PRB–Monitored Natural Attenuation—Iron PRB technology has been combined with monitored natural attenuation (MNA) at only a few sites. Because of the first-order kinetics associated with granular iron, large amounts of mass are removed very quickly at high concentrations, while at low concentration, rates of mass removal become very low. Thus, in aquifers where natural attenuation is an active process, a relatively thin, and thus less costly, PRB could be used to remove much of the mass, relying on downgradient natural attenuation as a polishing process to meet MCLs.

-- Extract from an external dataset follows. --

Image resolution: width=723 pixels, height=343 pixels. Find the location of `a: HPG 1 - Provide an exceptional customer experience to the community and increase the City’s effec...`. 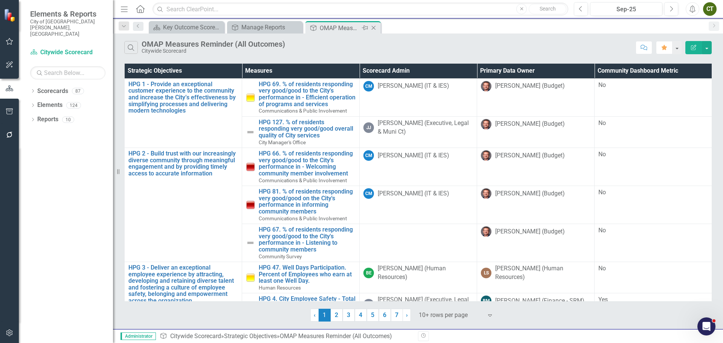

a: HPG 1 - Provide an exceptional customer experience to the community and increase the City’s effec... is located at coordinates (183, 98).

Iron-Clay Combinations for Source-Zone Treatment—PRBs were developed for plume control; however, granular iron has been applied using various emplacement methods for source-zone treatment (ITRC, 2005). In particular, a granular iron/clay slurry can be mixed into a dense nonaqueous phase liquid (DNAPL) source zone using mixing augers or by some other suitable means. The clay acts as a lubricant during injection and further reduces the permeability in the source zone, reducing the potential for discharge of dissolved contaminants. Following mixing, the DNAPL will be distributed as small droplets. As the iron degrades contaminants in the dissolved phase, the droplets will continue to dissolve, eventually consuming the DNAPLs. Because of the mixing process, this technology should be relatively immune to the effects of geologic heterogeneity, a significant limitation to several of the other proposed methods for source zone treatment. The viability of this concept has been demonstrated in numerous laboratory studies and in field applications (Wadley et al., 2005; Shackleford et al., 2005; Olson, 2005).

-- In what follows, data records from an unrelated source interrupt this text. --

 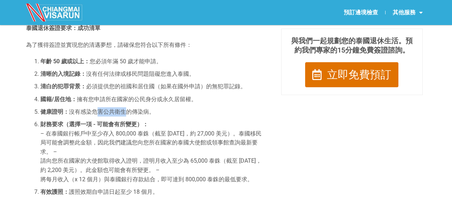 I want to click on font: 與我們一起規劃您的泰國退休生活。預約我們專家的15分鐘免費簽證諮詢。, so click(x=352, y=45).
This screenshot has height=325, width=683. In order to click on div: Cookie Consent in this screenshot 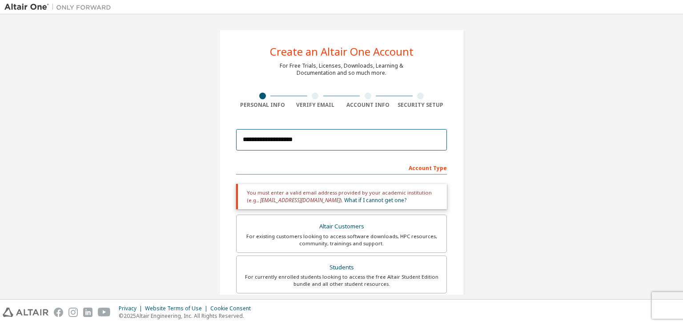, I will do `click(233, 308)`.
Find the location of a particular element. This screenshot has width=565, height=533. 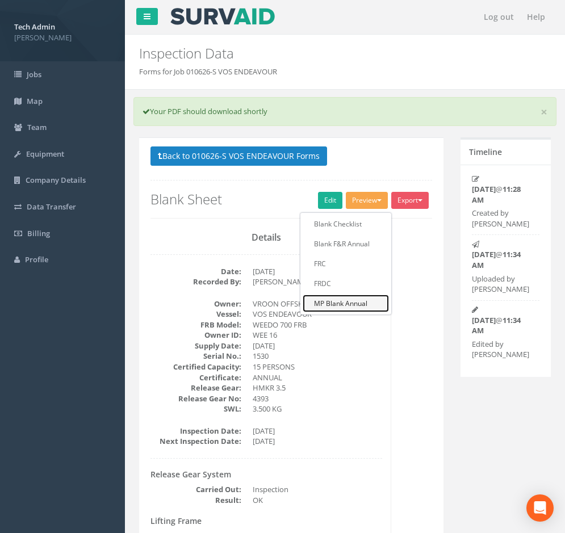

span: Jobs is located at coordinates (34, 74).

Bimetals—There is considerable evidence (Sweeney and Fischer, 1972, Odziemkowski et al., 1998) that plating a very small amount of a more noble metal, such as palladium or nickel, onto the surface of iron can increase the degradation rates of many chlorinated compounds by a factor of ten or more. Use of such plating could reduce the amount of reactive material required in a PRB by a factor of ten, with possible cost reductions and a greater range of options for installation, particularly at greater depths. Unfortunately, the noble metal acts as a catalyst and as in most catalyzed reactions, the catalyst becomes poisoned over a period of time (Lin et al., 2004; Odziemkowski et al., 1998), requiring reactivation or replacement at intervals of a few weeks to a few months. Thus, there appears to be little potential for using these materials in PRBs, though if cost-effective methods for reactivation can be developed, they may have application in aboveground treatment systems.

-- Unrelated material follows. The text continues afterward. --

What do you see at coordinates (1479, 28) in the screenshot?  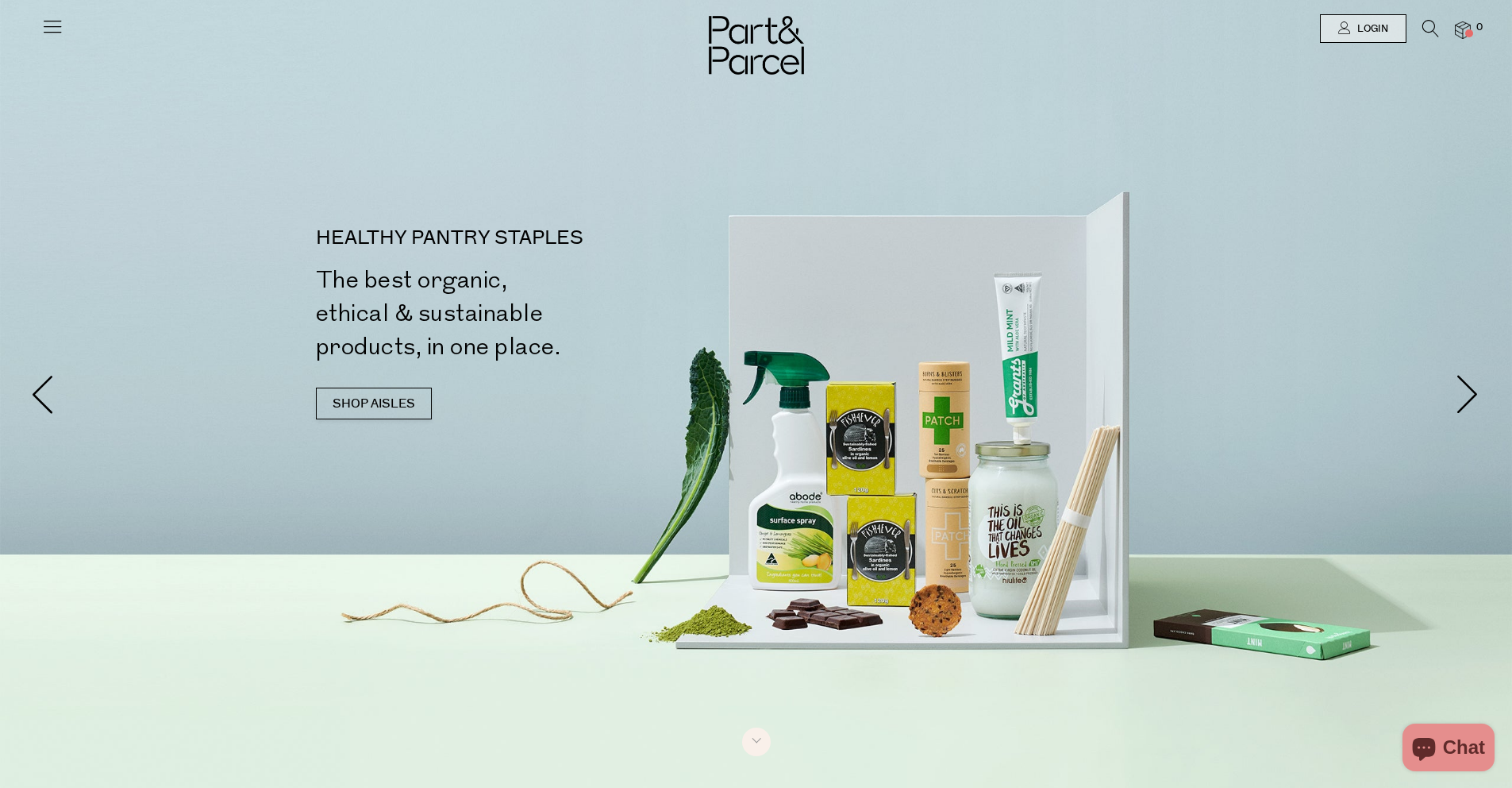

Nano-iron—Interest in iron having particle sizes in the nanometer (nm) range (generally 10–100 nm) was stimulated by the early work of Wang and Zhang (1997). Because of the small particle size and correspondingly high specific surface area, nano-iron is substantially more reactive than the iron materials normally used in PRB applications; the reactivity can be increased even further by plating a more noble metal onto the iron. In addition to the higher reactivity, it has been proposed that because of the small particle size, nano-iron could be injected and transported well beyond the point of injection by natural groundwater flow. Because of the high reactivity, even with water, it is unlikely that nanoparticles will persist in the subsurface for periods of greater than a few weeks to months (Liu and Lowry, 2006), and because of their high cost, repeated injections may not be practical. In addition, no record was found of tests where the nanoparticles have been shown to migrate significant distances from the injection point (e.g., Tratnyek and Johnson, 2006; Liu and Lowry, 2006). Based on the current state of the technology, the use of nano-iron is probably most appropriate in situations where high rates of mass removal are required over short periods of time, as may be the case in source zone treatment.